Diane Vazza, head of Standard & Poor’s global fixed-income research group in New York, suggests that the spike in issuance portends deteriorating credit quality and future defaults. She worries that the share of issues rated single-B minus or below stood at 28% at the end of the first half, compared with 21% in 2002 and 19% in 2001. “The previous spike in low-grade issuance at these rating categories during 1997–1999 subsequently led to a peak in defaults in 2001,” she says. “During this period, the share of speculative-grade companies with issues rated single-B minus or lower consistently exceeded 30%. If this proportion were to exceed the 30% range this year and stay there for a sustained period of time, it would serve as an early warning that the speculative-grade default rate could worsen in three years, which is typically the length of time between elevated issuance and higher defaults.”

At the moment default rates have fallen below 6% for the first time since August 1990, says Vazza. “However these beneficial near-term trends may well be reversed if continued favorable supply conditions – such as increased investor risk appetite, attractive pricing, and heavy inflows into high-yield funds – result in generating more deals of questionable quality.”

Donald Ratajczak, CEO of BrainWorks and Regent’s Professor Economics Emeritus at Georgia State University, sees a parallel with 1992. Just like today, high-yield bonds led the investment pack.

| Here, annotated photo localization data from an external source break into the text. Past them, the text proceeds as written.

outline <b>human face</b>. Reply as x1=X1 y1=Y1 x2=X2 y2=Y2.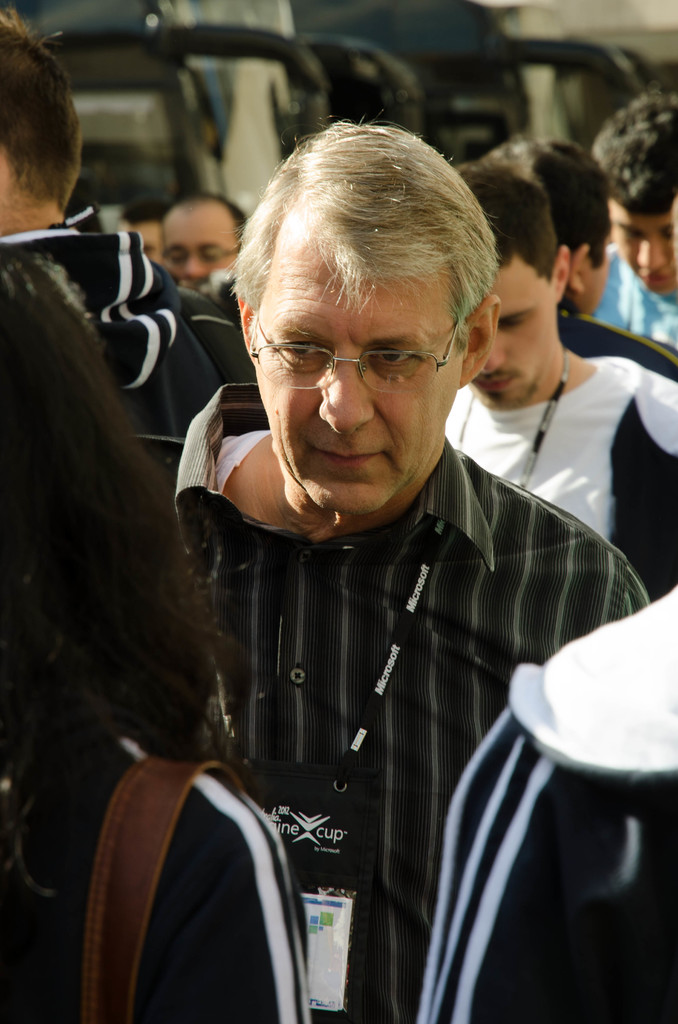
x1=611 y1=189 x2=677 y2=301.
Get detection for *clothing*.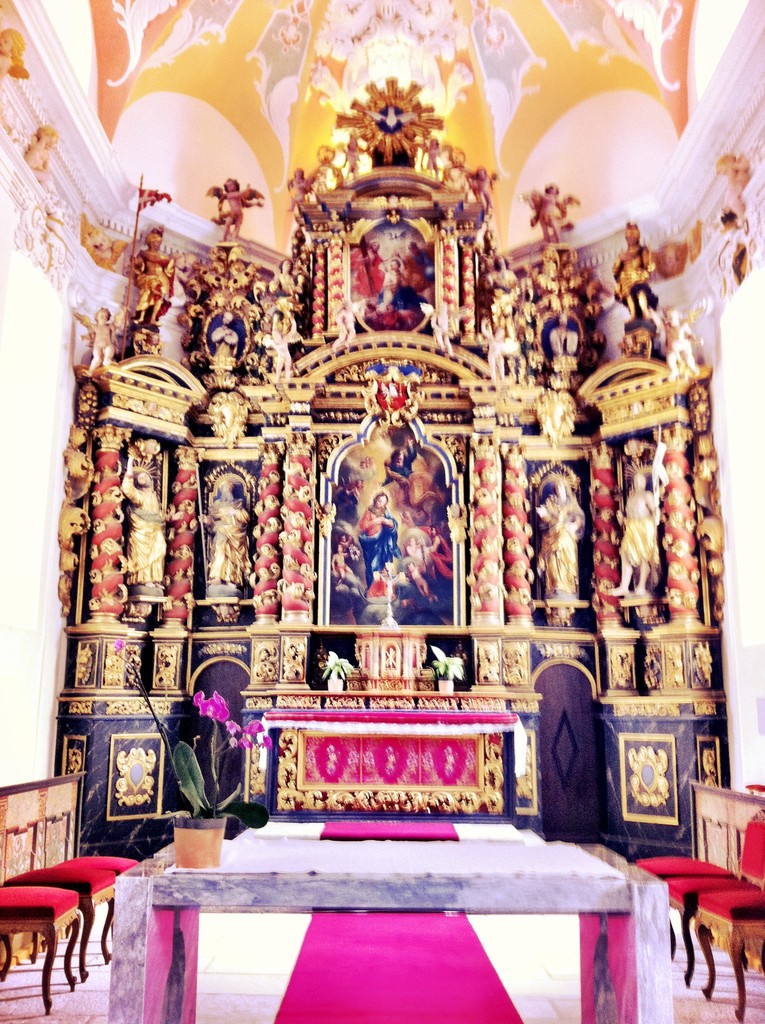
Detection: 347/542/361/560.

He explains: “The first glaring similarity is that high-yield bonds offered more than 10 percentage points more than Treasury bonds with comparable maturities during each of the recessions preceding the surge in bond values. This probably was the result of the second similarity: defaults soared to more than 10% in each recession. The third similarity is that the Federal Reserve appeared to have engineered unusually low short-term interest rates in both periods.”

Significantly at both times, despite little job growth and a sluggish economy, the rate of bond default dropped sharply.

What conclusions then can we draw? Ratajczak envisages falling borrowing costs leading to profit gains, lower defaults, greater access to borrowing, and then the “capital spending that economists still cannot spot”. Second, high-yield bonds will continue to perform well until the interest rate spread and default rates both fall to less than five percentage points. Then will come the impasse: “Once the rally is over, bondholders will be slow to realize how much the flood of new borrowing at high levels of leverage is impacting the market,” continues Ratajczak. “Indeed, an increase in supply ultimately will push rates back up, but not until some companies have acquired too much debt.”

This excess usually occurs two to three years after the large rally. But there’s no need to panic quite yet. That still leaves investors with “another year of very attractive returns before the music stops on this investment opportunity,” says Ratajczak.